Recently, I was introduced to a wonderful human being of Kenyan descent. In the course of our gathering, around a sacred fire, he shared some of his childhood experiences. He explained that all children in his native village — regardless of gender identities — learn to play the drums at three years of age. He revealed that learning how to play as a tribe in rhythm and unity creates and builds the community’s harmony. This childhood rite of passage is important, as is selecting a spirit animal and spirit plant. These guides are essential in helping them fulfill their life’s purpose. His words bring me comfort. Maybe it’s the unifying process, or the mutual rhythm that transcends time and space seemingly resonating back and forth from our father star to our mother earth, and evident in the circular pattern of the Bakongo Cosmogram. The Cosmogram, part of my ancestral heritage, symbolizes the “four phases of human life between birth and death” and is where I found my answer to the question of community development: circles (cycles).

Our circles are crafted in similar spirit as those mighty Indigenous people of the Americas who still maintain stewardship over this land, despite who may occupy it. Circles, like ring shouts found in religious and sacred ceremonies in the South, evolved from Western African dance. Circles, ones we sometimes intrinsically walk in times of hope, fear, tribulation and liberation. 

My mother must have felt it at the end — or beginning. Since she made her transition almost two years ago, more and more, I find myself drawn towards her arc. Her room, now my place of comfort as I circle the next chapter of my existence. Her chair, a solace of energy only a mother could leave behind. Leave behind? What a funny notion.

Sitting in what was her chair, I look out the bay view windows. My eyes play the depth. First, three pine trees in our backyard that my father planted. An ecology remains thankful to this day that he did. Second, a new neighborhood grown from the cornfields of my childhood memory. Third, 28.7 degrees to my left a patch of trees in the distance that will be the site of a new housing development. I can only envision it now, but not for long.

Lately, with furrowed eyebrows, I anxiously examine the branches of our standing timber for any signs of the illness that overtook two of their siblings earlier this year. Were they warned of the illness killing their brothers and sisters? Did their vast network of roots alert each other? 

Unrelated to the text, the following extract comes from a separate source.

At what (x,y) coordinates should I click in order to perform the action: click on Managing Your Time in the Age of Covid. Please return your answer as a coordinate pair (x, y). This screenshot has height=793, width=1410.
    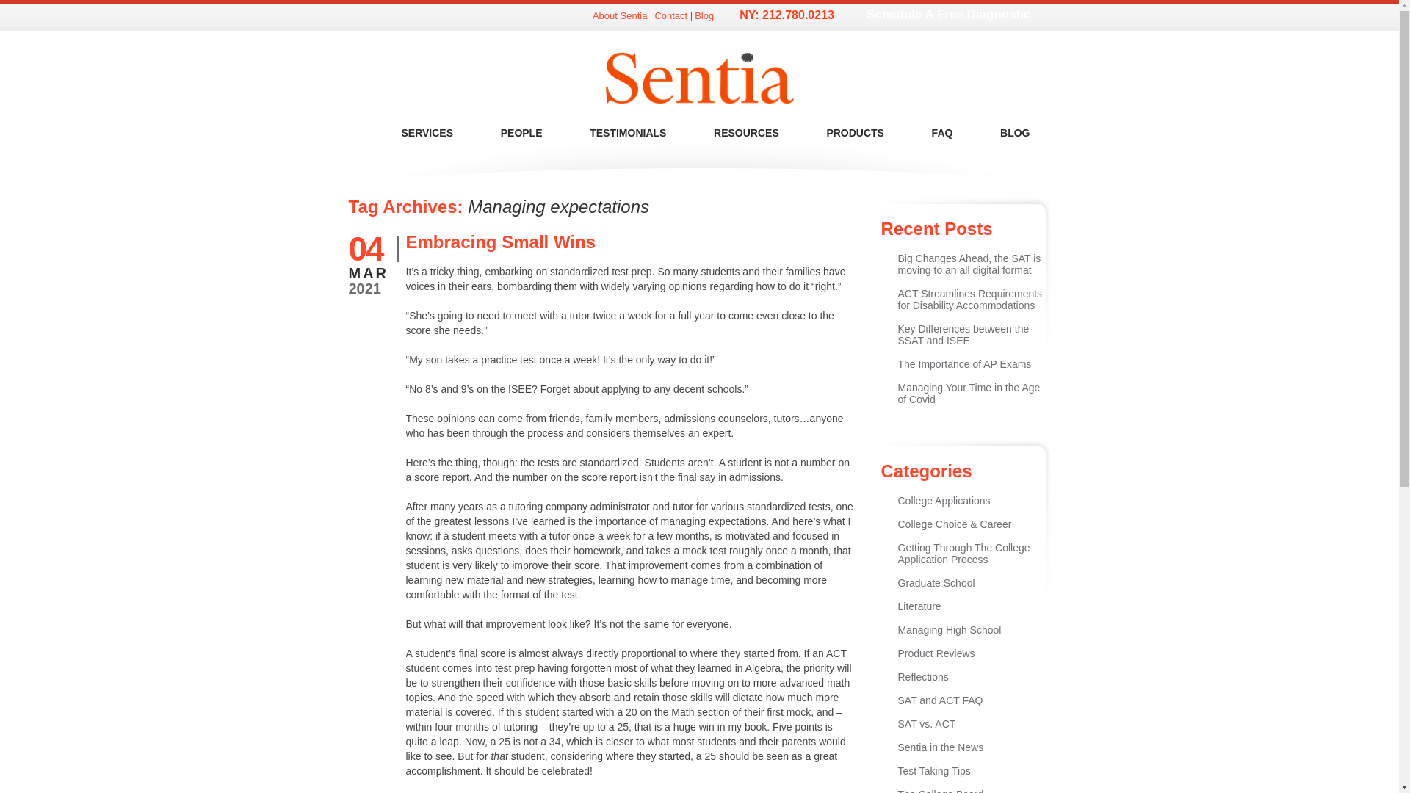
    Looking at the image, I should click on (968, 393).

The recent news that the Village is in the process of annexing land for a future housing development leaves one introspective. So, what are the facts?  This new development is going to happen. The Village will have some agency in its growth. There will be more people amongst the Townies. Et cetera, et cetera.

However, I am unsettled by this. I am concerned for the future of the ecological systems that have resided here, who have ancestral legacy, but cannot speak at Village Council meetings. 

This “1.9 square miles” is a kind of circular equation in and of itself. It is our circle of habitat. And, it is inquiring, did we ask permission before gracing the soil with our capitalistic needs? Who will we send to answer?